Bar chart showing the numbers of different types of healthcare workers detained

In a statement to the Guardian, Dr Tedros Adhanom Ghebreyesus, WHO’s director general, condemned the ongoing detention of medical personnel by Israel and said he was deeply concerned for their welfare.

The UN’s human rights office (UNOCH) said Israel also must immediately release medical staff held arbitrarily and “end all practices that amount to enforced disappearances, torture and other ill-treatment”.

UNOCH has previously said “it is clear” that the detention of large numbers of healthcare workers by the Israeli military contributed to the collapse of the healthcare system in Gaza. Ajith Sunghay, head of office for the occupied Palestinian territory at UNOCH, said: “Those responsible for crimes under international law must be held to account.”

Under the Geneva conventions, the set of international laws that police the conduct of warring parties, doctors should be protected, not targeted or attacked during conflict and must be allowed to carry on providing medical care to those who need it.

Tedros said: “Health workers, facilities they work in, and patients they care for … must never be targets. In fact, under international humanitarian law, they should be actively protected.”

Two of Gaza’s most senior doctors – Dr Iyad al-Rantisi, a consultant obstetrician and gynaecologist at Kamal Adwan hospital, and Dr Adnan al-Bursh, head of the orthopaedic department at al-Shifa hospital – are known to have died in detention.

In the past, Israel has defended its military operations on Gaza’s healthcare system by claiming that hospitals were being used by Hamas as military command centres and that the healthcare workers who were detained were suspected.

Under international law, healthcare facilities can lose their protected status and become military targets if they are used for acts that are “harmful to the enemy”.

The UN high commissioner for human rights, Volker Türk, has said that to date Israel has failed to substantiate these allegations.
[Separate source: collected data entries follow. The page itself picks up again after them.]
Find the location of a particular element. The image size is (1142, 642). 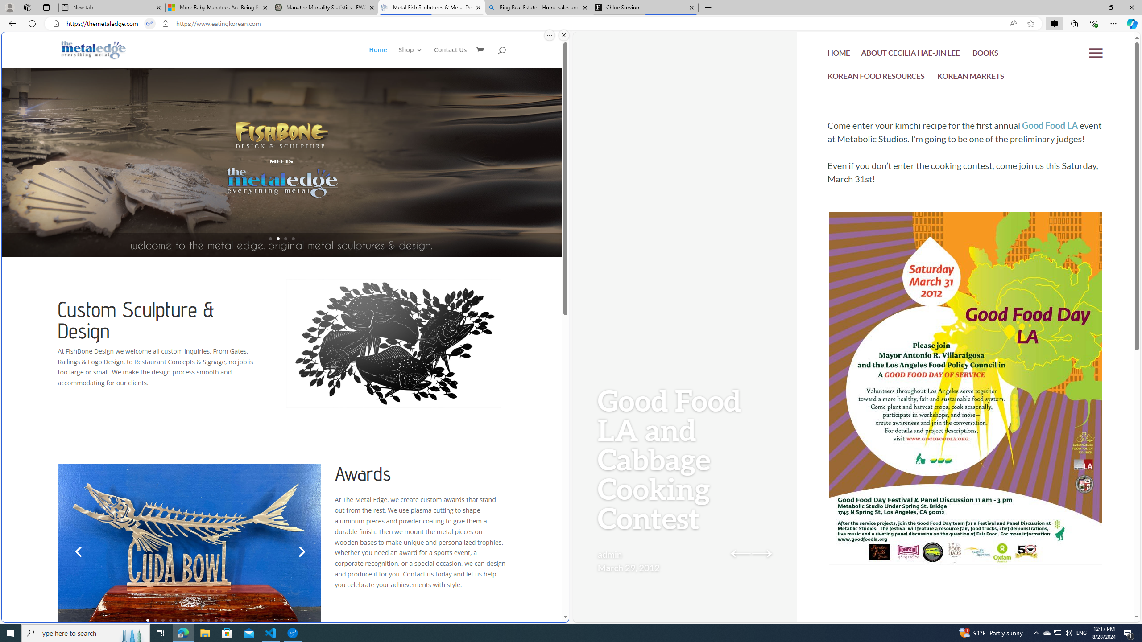

Chloe Sorvino is located at coordinates (645, 8).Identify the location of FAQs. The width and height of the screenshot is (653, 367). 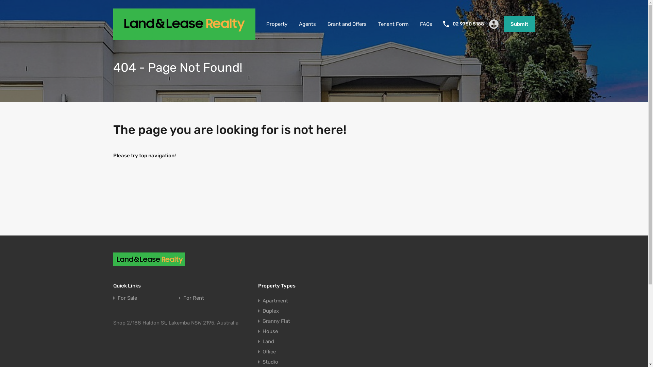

The Guardian put all the doctors’ allegations relating to their detention to the Israeli Defense Forces (IDF), which did not respond to the individual cases but provided a general statement in which it said it was “operating to restore security to the citizens of Israel, to bring home the hostages, and to achieve the objectives of the war while operating by international law.

“During the fighting in the Gaza Strip, suspects of terrorist activities were arrested. The relevant suspects have been taken for further detention and questioning in Israel. Those who are not involved in terrorist activity are released back to the Gaza Strip as soon as possible.”

The IDF said it provides each detainee with suitable clothing, a mattress, regular food and drink and that they have access to medical care. It also said that handcuffing of detainees occurs in accordance with IDF policies. It said it was aware of incidents where detainees had died in detention and that investigations are conducted for each of these deaths.

“The IDF acts in accordance with Israeli and international law in order to protect the rights of the detainees held in the detention and questioning facilities,” it said.

The doctors’ accounts are similar to those by other former Palestinian detainees of their time in Israeli detention, who describe systemic abuse and torture.

Earlier this month, an Israeli soldier was sentenced to seven months in prison for the abuse of detainees, the first conviction of its kind in Israel.